Science as a dangerous entity harkens back to Mary Shelley's era, when it was regarded as a direct challenge to God to seek to comprehend the workings of nature. We still see science gone wrong in fiction all the time, from the classic strangelets [http://en.wikipedia.org/wiki/Cybernetic_revolt] caused by a supercollider. Indeed, the LHC is running without any indications of a stabilized danger.
It is curious that the dangers of science that seem to be stereotypical are really dangers of engineering. A nuclear weapon utilizes the chain-reaction high-energy output of uranium and/or plutonium, but (unlike the imagined antimatter bombs of the future) is a sophisticated device created to do so, and not necessarily that much more sophisticated than that of a breeder reactor, which utilizes the same scientific knowledge, but to produce power in a much more controlled and generally utilizable form.
Indeed, when we imagine the products of science, it is easier to focus on those things that are destructive or weaponized such as weaponized radioactive, biological or chemical agents, and not the vast improvements to life that this knowledge has offered, from transistor [http://en.wikipedia.org/wiki/Norman_Borlaug#Dwarfing]. More interestingly, we have often had dangerous technologies lead us to ones that we enjoy and take for granted. Without the Manhattan Project, the digital revolution would not have taken place. And we wouldn't be having this conversation, at least not on The Escapist.

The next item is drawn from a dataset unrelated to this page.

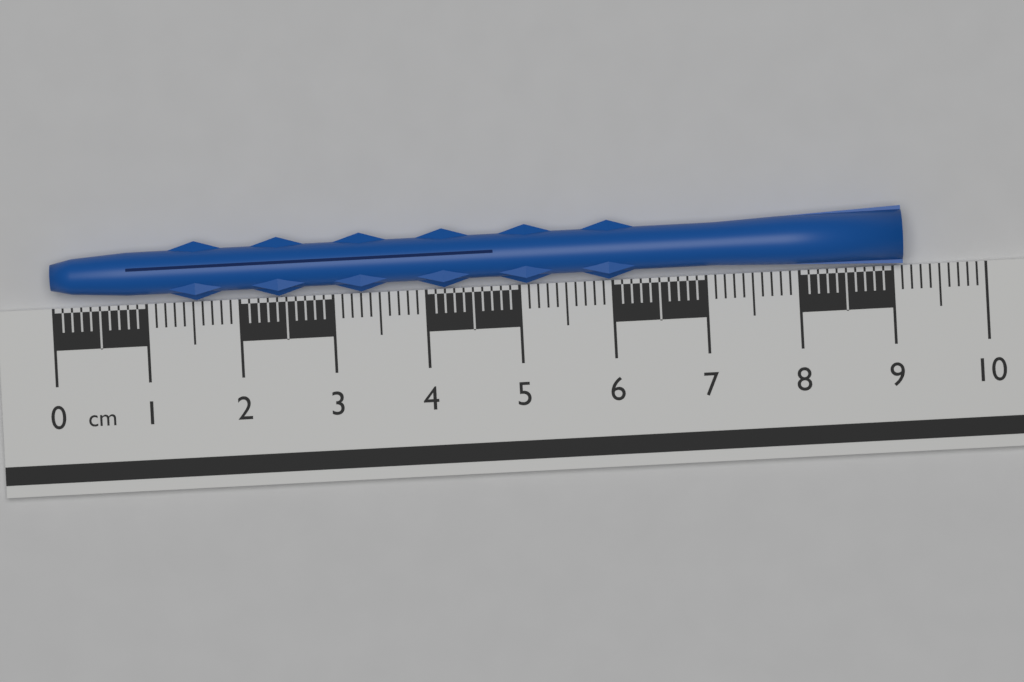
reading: 9.1 cm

(But this can also be said about Islam. Without the strange text-verification problems that came with Mohammed's teachings, we wouldn't have developed Babbage [http://en.wikipedia.org/wiki/Frequency_analysis]'s engines would have had their turn.)
Generally, though, scientific knowledge is not a challenge to God as a philosophical concept, though it is often regarded as a challenge to specific popular gods, since these deities usually come with scripture that contradicts observations in nature. In this case, followers of scientific principle (such as rejecting hypotheses that fail to match observable fact) are in many communities considered defiant to authority, specifically those that use religious doctrine as the source of their power. Galileo's challenge to geocentricism is a historic example, and the conflicts between evolutionists and young-Earth creationists are a contemporary one.
Science as a dangerous entity harkens back to Mary Shelley's era, when it was regarded as a direct challenge to God to seek to comprehend the workings of nature. We still see science gone wrong in fiction all the time, from the classic strangelets [http://en.wikipedia.org/wiki/Cybernetic_revolt] caused by a supercollider. Indeed, the LHC is running without any indications of a stabilized danger.
It is curious that the dangers of science that seem to be stereotypical are really dangers of engineering. A nuclear weapon utilizes the chain-reaction high-energy output of uranium and/or plutonium, but (unlike the imagined antimatter bombs of the future) is a sophisticated device created to do so, and not necessarily that much more sophisticated than that of a breeder reactor, which utilizes the same scientific knowledge, but to produce power in a much more controlled and generally utilizable form.
Indeed, when we imagine the products of science, it is easier to focus on those things that are destructive or weaponized such as weaponized radioactive, biological or chemical agents, and not the vast improvements to life that this knowledge has offered, from transistor [http://en.wikipedia.org/wiki/Norman_Borlaug#Dwarfing]. More interestingly, we have often had dangerous technologies lead us to ones that we enjoy and take for granted. Without the Manhattan Project, the digital revolution would not have taken place. And we wouldn't be having this conversation, at least not on The Escapist.
(But this can also be said about Islam. Without the strange text-verification problems that came with Mohammed's teachings, we wouldn't have developed Babbage [http://en.wikipedia.org/wiki/Frequency_analysis]'s engines would have had their turn.)
Generally, though, scientific knowledge is not a challenge to God as a philosophical concept, though it is often regarded as a challenge to specific popular gods, since these deities usually come with scripture that contradicts observations in nature. In this case, followers of scientific principle (such as rejecting hypotheses that fail to match observable fact) are in many communities considered defiant to authority, specifically those that use religious doctrine as the source of their power. Galileo's challenge to geocentricism is a historic example, and the conflicts between evolutionists and young-Earth creationists are a contemporary one.